New in the Bookstore: In Freedom We Trust (2012) by Edward M. & Michael E. Buckner.

In Freedom We Trust covers the two-centuries-long debate over religion and secularism in America. Taking an unabashedly atheistic point of view, authors Edward M. and Michael E. Buckner argue that everyone—from evangelical Christian to ardent atheist—needs a secular America, and separation of church and state. They examine the decidedly unchristian roots of the Fourth of July, the important difference between "tolerance" and "toleration," the misleading confusions related to the difference between "public" and "governmental," the value of secular schooling, the erroneous contention that atheism is equivalent to immorality and therefore dangerous, and a host of other contemporary and historical topics.


February 24, 2013

New in the Kiosk: Scientist-Believers: Troublesome Routes Across the Compatibility Chasm (2013) by Richard Smith

As part of my coming out as an atheist, the pastor at my church challenged me to review the work of believer scientists, to look at how they had found Christianity compatible with their scientific work. What follows is my best shot, as a layman, at a difficult subject, based on careful thought and reflection. Its value, if any, is in showing how some well-known scientist-believers (John Polkinghorne, William Pollard, and Francis Collins) make the compatibility arguments in ways they would never accept in their scientific day jobs, and end up tangled up in, or in downright conflict with, the methods of science and the claims of theism.


February 4, 2013

Added The Great Mars Hill Resurrection Debate (2012) (PDF) by Robert Greg Cavin and Carlos A. Colombetti to the Resurrection page under Christianity, as well as the Stephen T. Davis, Norman Geisler, Gary Habermas, Josh McDowell, and Lee Strobel sections, and William Lane Craig and Richard Swinburne pages, under Christian Apologetics and Apologists in the Modern Documents section of the Secular Web Library.

In these slides for his opening statement in his debate with Michael Licona on July 1, 2012 at Antioch Temecula Church in Temecula, California, Robert Greg Cavin presents one of the strongest cases against the resurrection of Jesus ever presented, decisively refuting arguments for the Resurrection by prominent Christian apologists Timothy McGrew, Lydia McGrew, Richard Swinburne, William Lane Craig, Stephen T. Davis, Gary Habermas, Michael Licona, Norman Geisler, Josh McDowell, and Lee Strobel.

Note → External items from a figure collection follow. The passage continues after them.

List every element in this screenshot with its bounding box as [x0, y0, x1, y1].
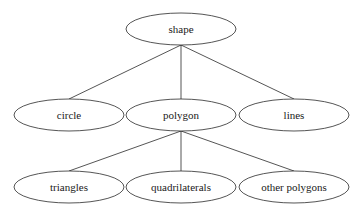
nodes-group: shapecirclepolygonlinestrianglesquadrila…	[14, 13, 349, 203]
node-polygon: polygon	[126, 99, 236, 131]
node-quadrilaterals: quadrilaterals	[126, 171, 236, 203]
node-label: circle	[57, 109, 82, 121]
node-label: lines	[284, 109, 305, 121]
edge-polygon-to-other_polygons	[181, 131, 294, 171]
node-label: polygon	[163, 109, 200, 121]
node-circle: circle	[14, 99, 124, 131]
node-label: triangles	[50, 181, 88, 193]
shape-hierarchy-diagram: shapecirclepolygonlinestrianglesquadrila…	[0, 0, 359, 215]
edge-polygon-to-triangles	[69, 131, 181, 171]
edge-shape-to-circle	[69, 45, 181, 99]
node-other-polygons: other polygons	[239, 171, 349, 203]
edge-shape-to-lines	[181, 45, 294, 99]
node-label: quadrilaterals	[151, 181, 211, 193]
node-shape: shape	[126, 13, 236, 45]
node-label: shape	[168, 23, 193, 35]
node-label: other polygons	[261, 181, 327, 193]
node-triangles: triangles	[14, 171, 124, 203]
node-lines: lines	[239, 99, 349, 131]
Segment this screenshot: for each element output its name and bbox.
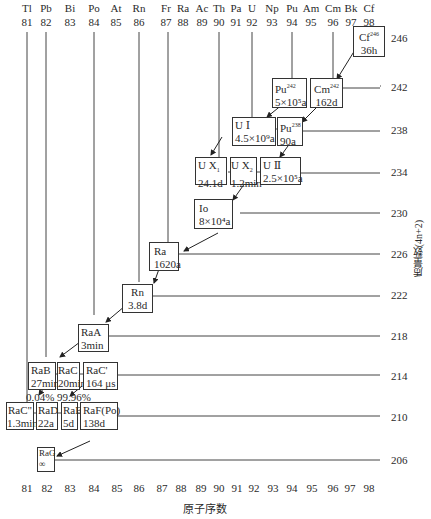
nuclide-box-rag: RaG ∞ [37, 447, 55, 472]
mass-number-label: 242 [391, 81, 408, 93]
element-z: 84 [84, 16, 104, 28]
element-symbol: U [242, 2, 262, 14]
element-z: 96 [323, 16, 343, 28]
nuclide-box-raf: RaF(Po) 138d [80, 402, 118, 430]
x-tick: 94 [282, 482, 302, 494]
element-z: 88 [173, 16, 193, 28]
y-axis-title: 质量数(4n+2) [411, 220, 426, 277]
x-axis-title: 原子序数 [183, 500, 227, 516]
mass-number-label: 246 [391, 32, 408, 44]
nuclide-box-rac-double-prime: RaC" 1.3min [6, 402, 34, 430]
mass-number-label: 234 [391, 166, 408, 178]
element-z: 86 [129, 16, 149, 28]
nuclide-box-pu242: Pu242 5×10⁵a [272, 78, 307, 108]
nuclide-box-cf246: Cf246 36h [353, 26, 385, 57]
element-symbol: Pu [282, 2, 302, 14]
x-tick: 86 [129, 482, 149, 494]
element-symbol: Ra [173, 2, 193, 14]
element-z: 92 [242, 16, 262, 28]
element-z: 83 [60, 16, 80, 28]
nuclide-box-rae: RaE 5d [61, 402, 78, 430]
x-tick: 82 [37, 482, 57, 494]
x-tick: 83 [60, 482, 80, 494]
nuclide-box-pu238: Pu238 90a [277, 117, 303, 146]
nuclide-box-u2: U Ⅱ 2.5×10⁵a [260, 157, 301, 185]
element-symbol: Bk [341, 2, 361, 14]
nuclide-box-ux1: U X1 24.1d [195, 157, 227, 185]
element-symbol: At [106, 2, 126, 14]
nuclide-box-rac-prime: RaC' 164 μs [83, 362, 118, 390]
element-symbol: Np [262, 2, 282, 14]
nuclide-box-ra: Ra 1620a [149, 242, 179, 271]
x-tick: 89 [191, 482, 211, 494]
mass-number-label: 210 [391, 411, 408, 423]
x-tick: 93 [263, 482, 283, 494]
nuclide-box-io: Io 8×10⁴a [194, 199, 233, 229]
element-symbol: Cm [323, 2, 343, 14]
x-tick: 92 [244, 482, 264, 494]
nuclide-box-rn: Rn 3.8d [122, 284, 153, 313]
nuclide-box-rab: RaB 27min [28, 362, 56, 390]
nuclide-box-cm242: Cm242 162d [310, 78, 343, 108]
element-symbol: Rn [129, 2, 149, 14]
element-z: 93 [262, 16, 282, 28]
x-tick: 88 [171, 482, 191, 494]
element-symbol: Cf [359, 2, 379, 14]
x-tick: 97 [340, 482, 360, 494]
connector-lines [0, 0, 431, 519]
decay-series-diagram: Tl 81 Pb 82 Bi 83 Po 84 At 85 Rn 86 Fr 8… [0, 0, 431, 519]
x-tick: 84 [84, 482, 104, 494]
element-symbol: Tl [17, 2, 37, 14]
element-z: 81 [17, 16, 37, 28]
x-tick: 98 [359, 482, 379, 494]
element-symbol: Po [84, 2, 104, 14]
x-tick: 87 [152, 482, 172, 494]
nuclide-box-u1: U Ⅰ 4.5×10⁹a [232, 117, 276, 146]
mass-number-label: 238 [391, 124, 408, 136]
x-tick: 85 [107, 482, 127, 494]
x-tick: 90 [209, 482, 229, 494]
nuclide-box-ux2: U X2 1.2min [230, 157, 257, 185]
nuclide-box-rac: RaC 20min [57, 362, 80, 390]
mass-number-label: 230 [391, 207, 408, 219]
element-symbol: Am [301, 2, 321, 14]
element-z: 85 [106, 16, 126, 28]
mass-number-label: 222 [391, 289, 408, 301]
mass-number-label: 218 [391, 330, 408, 342]
x-tick: 81 [17, 482, 37, 494]
element-symbol: Pb [36, 2, 56, 14]
element-z: 95 [301, 16, 321, 28]
mass-number-label: 214 [391, 370, 408, 382]
nuclide-box-raa: RaA 3min [78, 324, 109, 352]
nuclide-box-rad: RaD 22a [36, 402, 58, 430]
mass-number-label: 206 [391, 454, 408, 466]
element-symbol: Bi [60, 2, 80, 14]
x-tick: 95 [302, 482, 322, 494]
element-z: 94 [282, 16, 302, 28]
element-z: 82 [36, 16, 56, 28]
mass-number-label: 226 [391, 248, 408, 260]
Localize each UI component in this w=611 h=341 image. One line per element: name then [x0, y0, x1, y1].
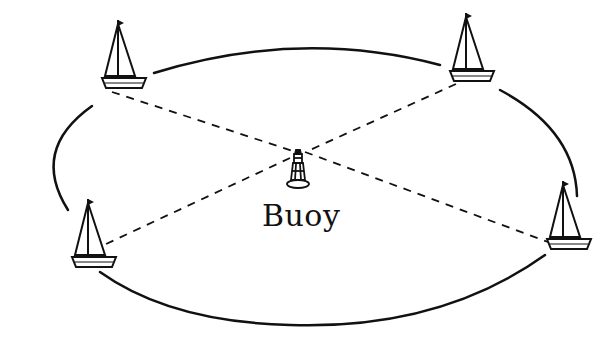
- sailboat-icon: [72, 199, 116, 267]
- course-ellipse: [54, 48, 577, 325]
- buoy-label: Buoy: [262, 198, 340, 233]
- connector-top-right: [310, 84, 456, 150]
- diagram-canvas: [0, 0, 611, 341]
- sailboat-icon: [102, 20, 146, 88]
- sailboat-icon: [450, 13, 494, 81]
- sailboat-icon: [547, 181, 591, 249]
- connector-top-left: [112, 92, 296, 152]
- buoy-icon: [287, 150, 309, 188]
- connector-bottom-right: [305, 152, 548, 242]
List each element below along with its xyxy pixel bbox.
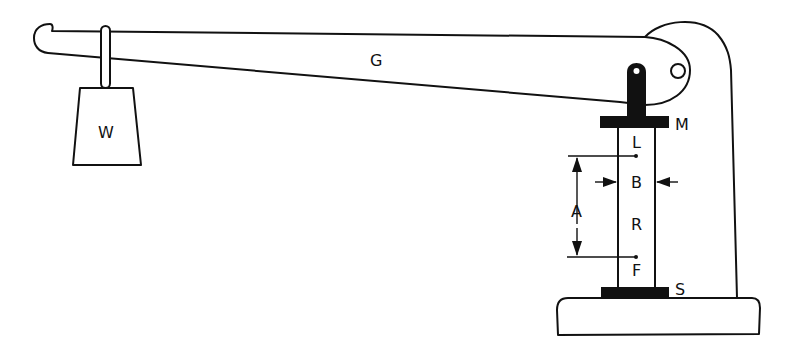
label-weight: W bbox=[98, 123, 114, 142]
label-width: B bbox=[631, 173, 642, 192]
label-upper-plate: M bbox=[675, 115, 689, 134]
apparatus-diagram: W G M L B R A F S bbox=[0, 0, 790, 358]
label-lower-plate: S bbox=[675, 280, 685, 299]
pivot-hole bbox=[671, 64, 685, 78]
arrow-left-icon bbox=[656, 177, 670, 187]
lug-hole bbox=[634, 68, 640, 74]
label-lower-mark: F bbox=[632, 261, 641, 280]
base bbox=[557, 298, 760, 335]
arrow-up-icon bbox=[572, 157, 582, 172]
hanger-rod bbox=[101, 26, 110, 88]
upper-plate bbox=[600, 116, 669, 128]
label-lever: G bbox=[370, 51, 382, 70]
arrow-right-icon bbox=[603, 177, 617, 187]
frame bbox=[645, 22, 737, 298]
label-upper-mark: L bbox=[632, 133, 641, 152]
lever bbox=[34, 24, 690, 105]
label-gauge-length: A bbox=[571, 202, 582, 221]
label-specimen: R bbox=[631, 215, 642, 234]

Cavin makes three main contentions: (1) the prior probability of a supernatural resurrection of Jesus by God is so astronomically low that it has virtually no plausibility; (2) theorizing such a resurrection to explain the empty tomb and postmortem appearances of Jesus is ad hoc and devoid of nearly any explanatory power and scope; and (3) a far superior alternative theory can account for the empty tomb and postmortem appearances. In defending these three contentions, Cavin refutes sixteen myths perpetuated by Christians apologists about critics' objections to the Resurrection.